Can Your Organization’s Performance Management System Be A Game-changer?
Source: Canva.com

Can Your Organization’s Performance Management System Be A Game-changer?

Performance management systems in organizations have been a subject of debate for last three decades. Many companies including GE, Accenture, Google and Amazon have developed their unique perspectives in this area and therefore have interesting methodologies to assess employee performances. The nature of most industries has changed immensely and is still changing as we gallop along in the global knowledge economy. This has necessitated significant changes in what is expected from employees in an organization. One thing has become clear – there cannot be a one-thing-fits-all approach to performance systems as it was in late 20th century. Every company needs to make adaptations depending on what works best in their industry, their organization culture, their organization objectives and finally their organizational capabilities.

A brief history

Like many practices, performance measurement was introduced in corporates taking inspiration from the military organizations. Research suggests that this could have been in early to mid-20th century. These early processes were geared towards productivity measurement among industrial workers. The Balanced Score Card framework by Robert Kaplan and David Norton in the 90s had a seminal influence in overhauling the performance systems to align with larger objectives. Since then, devolving strategic, operational and tactical goals of an organization appropriately across employees at all levels has given a new dimension to the performance management systems (PMS).
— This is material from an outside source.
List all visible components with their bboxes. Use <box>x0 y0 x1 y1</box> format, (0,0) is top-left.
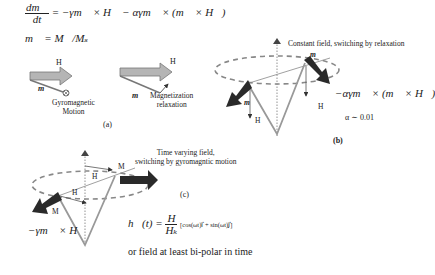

While measurement is an invention of modern management theorists, goals setting is as old as humankind itself. The early human race,Homo Habilis, possibly had a few undefined goals too. They had to hunt and gather fruits, roots and berries to survive. They might have learnt in course of time that they can hunt and gather in more efficient ways and so made tools from stone and earned the nickname “Handyman”. The history of evolution is marked by continuous progress by various species of humankind, which could not have been all accidental, but possible only by deliberate endeavor to improve their lot. As man formed social groups, he progressed in leaps and bounds. The larger and more complex the groups, the greater were the inventions and discoveries. Therefore, history shows us that the itch to achieve and the wisdom to follow a plan to reach desired results are innate characteristics of humankind.

Hence, motivation theories right from Maslow’s need hierarchies, talk about the role of goals & their fulfillment in keeping men & women happy and how goals such as self-actualization and personal achievement are really in the higher realm, propelling people to impossible feats.

Raison d’etre for performance systems

Lord Kelvin famously said “If you cannot measure it, you cannot improve it”.

The industrial era view of people in an organization was merely “resources” that had a “cost” and therefore had to yield a “return” through efficiency and productivity. In the knowledge economy, this view has changed to “Employees & Talent” who are an “investment”. Still investments require returns. It is, therefore, not wrong to say that the essence of PMS remains one of setting hard metrics and strictly measuring results against those.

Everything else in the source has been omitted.